White copper (Baitong), of flattened rounded form, with rounded shoulders sloping to a cylindrical neck with an everted mouth and with an oval footrim, cast and incised within vignettes of two dragons, with a child playing with a dragon on one side, the reverse with a cat watching butterflies.
Together with its original matching stopper.

Similar Examples:

Hamilton, Harriet H. Oriental Snuff Bottles, 1977, p.43 and p. 149, no. M7
Low, Denis S. K. More Treasures from the Sanctum of Enlightened Respect. Hong Kong: Denis S. K. Low, 2002, p. 311, no. 283
Moss, Hugh, Victor Graham and Ka Bo Tsang. A Treasury of Chinese Snuff Bottles. The Mary and George Bloch Collection, Volume 7, part 2, Organic, Metal, Mixed Media, Hong Kong: Herald International Ltd., 2009, pp. 379-381, no. 1622 and pp. 382-383, no. 1623

Provenance:

Vincent Fraysse, Paris, France, December 15, 2015, lot 54
Jacques Servier, Paris, France
Viviane Jutheau, 1984
John Ford, Baltimore, MD, 1982
Edward Choate O'Dell

Published:
John Gilmore Ford. Chinese Snuff Bottles; The Edward Choate O'Dell Collection, The Asia House Gallery, NYC, November 1982, no. 899

 

Bottles such as these, made in the second half of the nineteenth century could have been produced in any location that made crafts such as this in China. The southern name for "white copper" is Paktong with Baitong being the Mandarin or northern term (more widely used today).

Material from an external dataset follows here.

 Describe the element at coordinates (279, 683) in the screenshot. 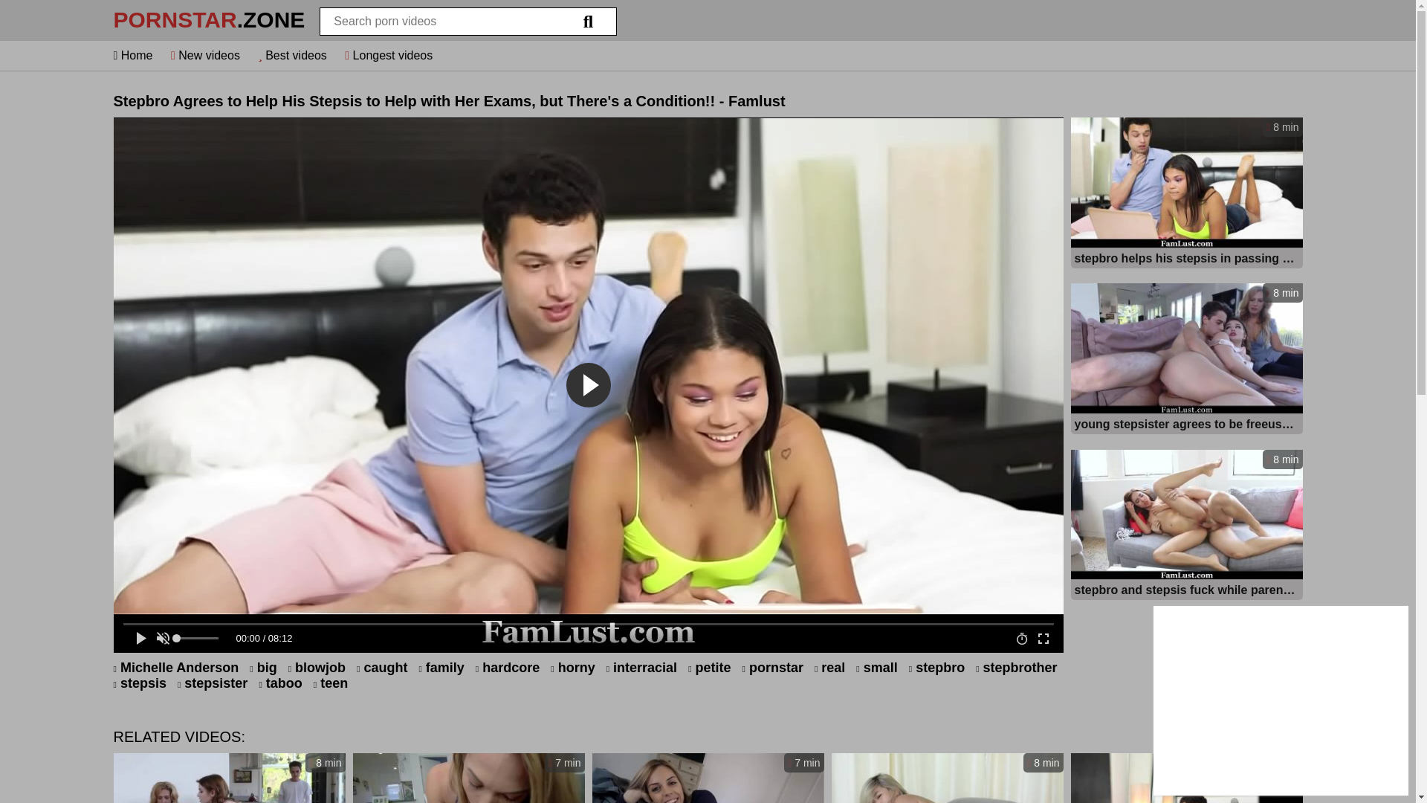

I see `taboo` at that location.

These bottles are generally constructed in sections and soldered together, sometimes in four sections such as this example, but occasionally in five or six sections. Paktong or Baitong is an alloy of copper, nickel and zinc. In Europe it was known as a subsitute for silver and was called nickel silver. In Harriet Hamilton's book it is referred to as "copper - damascene type...". Its attraction, apart from being inexpensive, was that its surface was conveniently quite soft, allowing for the use of the 'iron-brush technique' as a decorative feature, providing a painterly scene on the two main surfaces of the bottle. It is clear however that this is not the handiwork of a literatus or scholar but rather of a commercial craftsman. A further appealing feature of this bottle is the retention of its original matching stopper.